The Score (Off-Campus #3)

Holy hell.

“Oh, and Michelle’s down too…” Kelly winks at me. “Everyone always says three is the magic number, but I’m thinking four is even better.”

I wait for my dick to respond. Fuck, I order it to respond. A semi, a ball tingle, a twitch. Anything, damn it. But there’s nothing stirring south of the equator. It’s like my equipment just stopped working.

Come on, Little Dean, help me out, I plead silently. We’re talking fourgy here.

Still flaccid. Apparently Little Dean isn’t going to cooperate unless I give him what he wants. And what he wants, unfortunately, is not Kelly, Michelle and Kelly’s twin sister.

It’s Allie Hayes.

“That sounds…amazing. Really. But I have to pass. I’m having drinks with a buddy tonight,” I say ruefully.

“Anyone I know?”

“Uh, maybe. Beau Maxwell. He’s—”

“The quarterback of our football team,” she finishes. A seductive glint lights her eyes. “Invite him along. Five can be just as fun as four…”

Oh sweet baby Jesus.

I want to be turned on. I pray for it to happen. But Little Dean ain’t having it.

As frustration forms a knot in my gut, I mumble another excuse, ask for a rain check, and then stomp toward my car, cursing my dick the entire time.

*

Twenty minutes later, I slide into the back booth at Malone’s. “Sorry I’m late,” I tell Beau. “Practice lasted an extra hour.”

Briar’s starting quarterback shrugs his big shoulders. “No worries.
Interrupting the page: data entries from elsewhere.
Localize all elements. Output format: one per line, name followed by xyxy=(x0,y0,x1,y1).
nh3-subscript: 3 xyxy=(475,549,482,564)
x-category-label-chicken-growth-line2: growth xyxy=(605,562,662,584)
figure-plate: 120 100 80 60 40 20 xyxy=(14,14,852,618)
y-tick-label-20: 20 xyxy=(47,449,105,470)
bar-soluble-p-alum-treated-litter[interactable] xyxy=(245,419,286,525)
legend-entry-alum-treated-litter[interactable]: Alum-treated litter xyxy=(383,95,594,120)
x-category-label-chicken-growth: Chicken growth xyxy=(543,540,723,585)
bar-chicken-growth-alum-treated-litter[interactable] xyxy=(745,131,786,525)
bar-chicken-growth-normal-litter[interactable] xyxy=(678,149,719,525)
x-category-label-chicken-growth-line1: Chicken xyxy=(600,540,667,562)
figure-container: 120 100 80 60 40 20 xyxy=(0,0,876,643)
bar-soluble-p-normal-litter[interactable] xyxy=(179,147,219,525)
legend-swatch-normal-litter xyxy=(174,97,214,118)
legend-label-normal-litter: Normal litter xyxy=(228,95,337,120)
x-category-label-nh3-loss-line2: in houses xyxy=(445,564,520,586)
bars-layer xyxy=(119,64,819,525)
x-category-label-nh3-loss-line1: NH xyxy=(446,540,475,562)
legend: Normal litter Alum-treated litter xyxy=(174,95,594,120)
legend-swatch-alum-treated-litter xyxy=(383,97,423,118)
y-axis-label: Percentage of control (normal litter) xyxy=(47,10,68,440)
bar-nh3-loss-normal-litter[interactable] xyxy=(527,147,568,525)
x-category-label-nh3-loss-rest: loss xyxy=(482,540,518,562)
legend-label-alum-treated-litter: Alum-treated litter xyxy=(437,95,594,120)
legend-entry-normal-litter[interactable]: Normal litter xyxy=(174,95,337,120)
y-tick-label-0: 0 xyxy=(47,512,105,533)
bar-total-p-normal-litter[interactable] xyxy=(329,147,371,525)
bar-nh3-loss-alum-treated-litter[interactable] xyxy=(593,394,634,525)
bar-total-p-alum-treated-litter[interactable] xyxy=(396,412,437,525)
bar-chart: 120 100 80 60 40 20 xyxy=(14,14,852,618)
I just got here a couple minutes ago.” To my relief, the glass of dark ale in front of him has barely been sipped.

As I shrug out of my hockey jacket and toss it beside me on the bench seat, a cute brunette waitress wanders over to take my order.
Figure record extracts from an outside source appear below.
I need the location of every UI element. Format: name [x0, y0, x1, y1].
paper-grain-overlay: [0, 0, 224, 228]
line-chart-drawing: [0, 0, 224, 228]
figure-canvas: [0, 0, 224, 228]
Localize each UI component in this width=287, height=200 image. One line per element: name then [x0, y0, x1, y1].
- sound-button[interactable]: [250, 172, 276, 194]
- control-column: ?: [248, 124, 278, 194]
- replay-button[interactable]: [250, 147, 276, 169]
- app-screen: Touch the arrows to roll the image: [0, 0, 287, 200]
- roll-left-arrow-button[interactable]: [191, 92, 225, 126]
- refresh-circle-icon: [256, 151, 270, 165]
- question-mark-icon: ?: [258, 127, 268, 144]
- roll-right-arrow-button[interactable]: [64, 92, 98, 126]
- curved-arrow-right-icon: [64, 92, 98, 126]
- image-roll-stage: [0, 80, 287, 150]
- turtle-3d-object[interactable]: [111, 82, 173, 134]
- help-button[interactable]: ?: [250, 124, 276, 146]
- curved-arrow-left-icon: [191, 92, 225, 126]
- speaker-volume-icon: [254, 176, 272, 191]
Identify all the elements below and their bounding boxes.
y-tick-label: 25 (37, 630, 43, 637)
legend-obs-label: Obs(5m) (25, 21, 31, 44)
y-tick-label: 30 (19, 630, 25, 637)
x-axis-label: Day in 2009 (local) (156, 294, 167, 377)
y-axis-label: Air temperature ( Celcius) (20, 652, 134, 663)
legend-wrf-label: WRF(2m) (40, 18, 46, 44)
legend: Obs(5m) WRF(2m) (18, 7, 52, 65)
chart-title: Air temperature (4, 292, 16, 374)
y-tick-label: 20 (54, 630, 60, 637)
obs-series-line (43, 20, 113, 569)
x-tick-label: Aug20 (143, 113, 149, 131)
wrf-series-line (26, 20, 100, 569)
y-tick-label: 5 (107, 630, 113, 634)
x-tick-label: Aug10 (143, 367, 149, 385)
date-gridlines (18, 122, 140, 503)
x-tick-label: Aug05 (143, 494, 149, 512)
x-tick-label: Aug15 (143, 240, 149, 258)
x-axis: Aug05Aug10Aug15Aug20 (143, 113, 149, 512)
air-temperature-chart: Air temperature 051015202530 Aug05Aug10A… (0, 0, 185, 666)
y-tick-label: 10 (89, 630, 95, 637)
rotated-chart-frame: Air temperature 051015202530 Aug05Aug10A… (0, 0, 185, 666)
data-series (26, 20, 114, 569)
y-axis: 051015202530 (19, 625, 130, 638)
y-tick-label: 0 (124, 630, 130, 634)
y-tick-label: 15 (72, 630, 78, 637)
“So whatcha been up to?” Beau asks after she leaves. “I haven’t seen you since midterms ended.”

“I know, man. Our practice schedule has been brutal. We lost every pre-season game and Coach Jensen is shitting a brick.”

“Fuck, I hear ya. Deluca is shitting bricks too,” he admits, referring to his head coach. “We have no chance of making the playoffs. Hell, I’ll be surprised if we even play in a bowl game.” His face is gloomier than I’ve ever seen it, but there’s not much I can offer in terms of reassurance.

The football team already has three losses under their belt. One or two, maybe they could’ve come back from. But three pretty much torpedoes their chances of ranking this season.

Beau’s blue eyes darken as he takes a long swig of beer and chugs nearly half the pint glass. I feel his frustration. I know what it’s like to be an above average player on a below average team. Granted, the hockey season just started and pre-season games don’t count for standings, but our ineffective game play and clumsy practices don’t bode well for the upcoming season.

On the other hand, we’re three-time national champions, so it’s not like I’ll be crying in my pillow every night if we don’t make it to the playoffs this year. Hell, maybe we’re due for a bad season. Could be the hockey gods’ way of keeping us humble.

Beau’s situation is different, though. Briar recruited him out of high school and he blew everyone away during his freshman year. The coaches actually benched their senior quarterback and named Beau as the starter. He led the team to an undefeated season and took them all the way to the championship game. They lost, sure, but Briar going to the playoffs after more than a decade of being shut out had been a major achievement.

The following year, shit fell apart. Nearly all the star players on the team either graduated or declared early for the draft, leaving Beau with a weak offensive line and an even weaker receiving corps. The team has been racking up losses ever since, which is disheartening in general, but even more so because Beau happens to be an incredibly talented quarterback. Unfortunately for him, he doesn’t have the necessary weapons around him that it takes to win.

“You had the opportunity to transfer in sophomore year,” I remind him. “LSU all but sucked your dick to lure you down there.”

He scowls. “And, what, abandon my team? What kind of asshole does that?”

An asshole who wants to play for the NFL, I want to say, but I bite back the remark. Thanks to the football team’s recent performances, the chances of Beau going high in the draft—or getting drafted at all—are pretty slim. But I suppose his loyalty to Briar is admirable. It definitely speaks to his character, that’s for sure.

“Subject change,” Beau orders. “Now, before I start crying in my Sam Adams.”

As if on cue, the waitress returns to deliver my Coors Light. I’d asked for a bottle instead of a pint glass, and she makes an elaborate show of popping off the cap and passing me the longneck, bending low so I have a perfect view of her cleavage.